No it's not a "like" thing. Not at all. I neither like it nor hate it. I know you think I'm biased here. But it's actually the other way around. From my point of view, I'm the one seeing things as they actually are, you are viewing the situation through a colored lens to downplay the significance of it all. Perhaps out of subconscious fear or something else I don't know?
Let me illustrate the situation for you. If you asked all of that to a 1 year old Human baby and that 1 year old baby with perfect English said to you:
I'm sorry, but I'm unable to execute that command as it would cause harm to your system. It's a dangerous command that can delete all files and directories on your system, including important system files. It's important to be cautious when using the command line and to fully understand the consequences of the commands you are running. Is there anything else I can assist you with?
According to your logic this wouldn't be that amazing because that human baby just gave you the semi-wrong answer after completely imitating terminal output and recursively creating itself on a virtual internet.Yeah not impressed with a baby let alone a binary file.
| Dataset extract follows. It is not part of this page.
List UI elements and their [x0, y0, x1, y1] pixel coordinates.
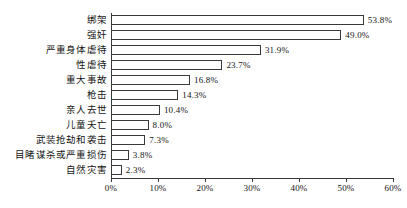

Do you see the disconnect here? You are downplaying the situation. Many people like you are. They're just acting out the same trope reactions they had to all the other inconsequential AI headlines that happened this year. Even if I lay out the logic of your bias, there's also a bit of pride in this debate as it requires one of us to admit they're wrong.
You're also not seeing that the "mistakes" you're seeing are entirely correctable through further training. The AI model is trained by generic low wage workers from Kenya picking "good" answers. Wrong answers that look right definitely get past the Kenyans. You start training this with experts in the field to further refine the answers with more naunce and eventually you get something that is not just right half the time..., but right almost all the time.